Tony Bill’s Advice to Aspiring Screenwriters

1. Move to Los Angeles. That’s where you need to live to get your work read and known. No one is looking for you. You need to introduce yourself and your work in person somehow. It will undoubtedly happen by accident. Los Angeles is where the accidents happen.

2. People are not looking for a writer to “bring their ideas to fruition.” It’s your ideas that they will be interested in, combined with your unusually talented screenwriting ability (if that’s what it is). "Good" will not be good enough.

3. By definition, “freelance” means that you are on your own, without a steady salary or ongoing employment. If you can’t survive financially in that manner, it’s unlikely that you should pursue screenwriting. It’s the most difficult and competitive form of writing there is. That’s why really excellent screenwriters are in demand and handsomely paid in the movie business…and the rest are not.

4. You better start thinking less about movie screenplays and more about writing for television. The cost of making films, and the diminishing audience for them, has almost outlawed the original screenplay. Series TV — weekly or limited — is the place to be if you’re looking for employment. That’s also where the original, fresh, iconoclastic action is.

5. Just remember: Ideas are a dime a dozen. It’s all about execution. West Wing without Aaron Sorkin is a political show. Deadwood without David Milch is a Western. Homicide without David Simon is a cop show. Gray’s Anatomy without Shonda Rhimes is a hospital show. And none of them would ever have seen the light of day without the genius of those writers. And, by the way…you have to be able to put it out there 26 times a year for at least 5 years, or it might not be worth doing in the first place.

6. Whatever you do…don’t read any “How-to-write-a-screenplay” books. Just read a bunch of great scripts and let it go at that. (And if you have to ask what a great one is, you’re in trouble already.)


Exercise directions =
Extract verbatim every line from the one containing "At what (x,y)" to the final line of the records below, inclusive, and exclude all pictures.

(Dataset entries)
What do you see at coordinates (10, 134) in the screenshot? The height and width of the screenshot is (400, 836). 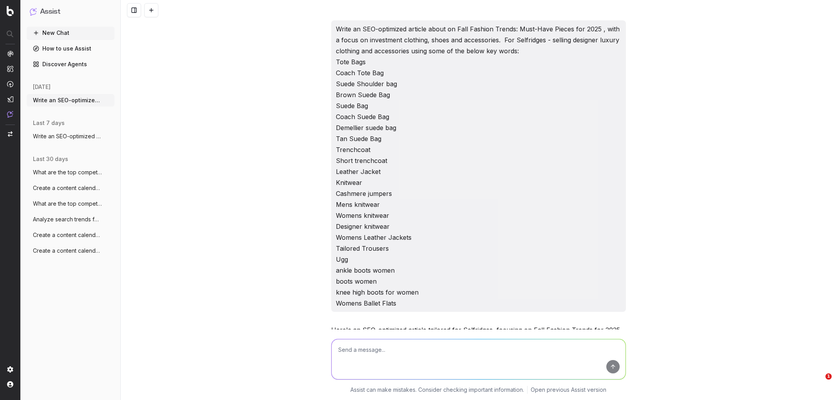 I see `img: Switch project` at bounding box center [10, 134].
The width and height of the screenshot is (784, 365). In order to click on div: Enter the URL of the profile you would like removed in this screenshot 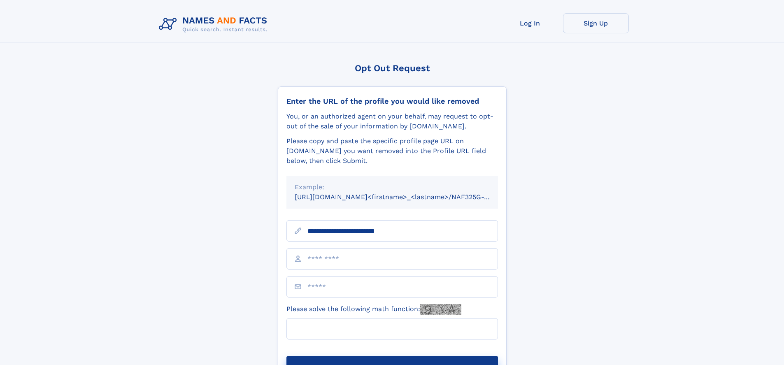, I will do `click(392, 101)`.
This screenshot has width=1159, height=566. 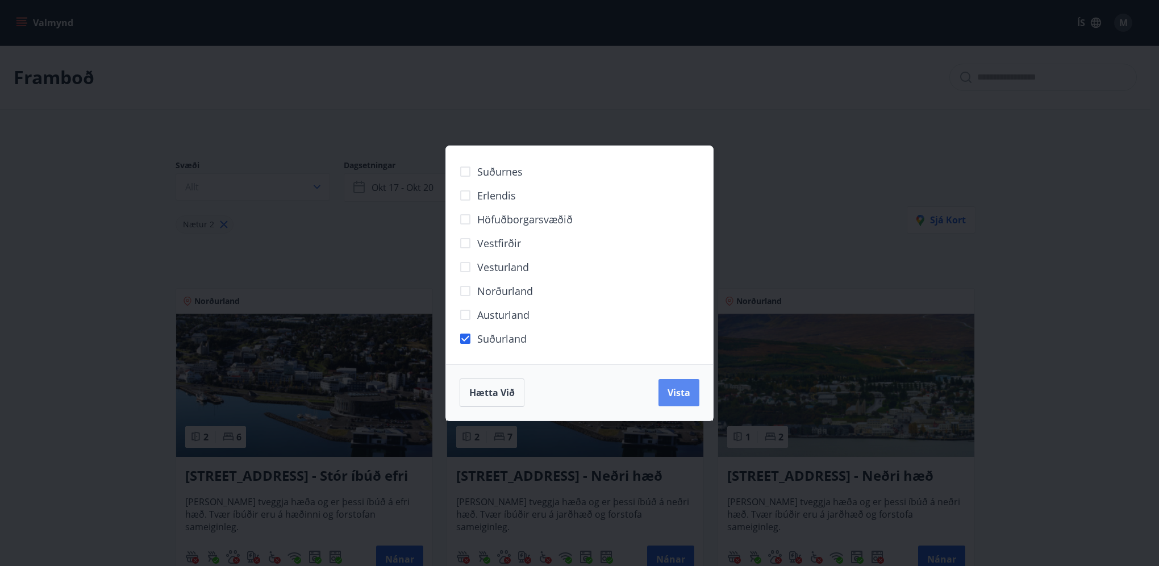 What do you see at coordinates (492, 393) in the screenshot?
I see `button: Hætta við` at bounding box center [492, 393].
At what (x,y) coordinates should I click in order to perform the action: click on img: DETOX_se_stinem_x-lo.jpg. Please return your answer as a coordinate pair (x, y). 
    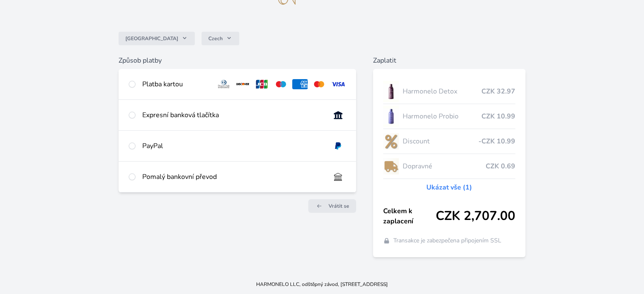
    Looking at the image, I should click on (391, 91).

Exercise answer =
At what (x,y) coordinates should I click in order to perform the action: click on img: DETOX_se_stinem_x-lo.jpg. Please return your answer as a coordinate pair (x, y). 
    Looking at the image, I should click on (391, 91).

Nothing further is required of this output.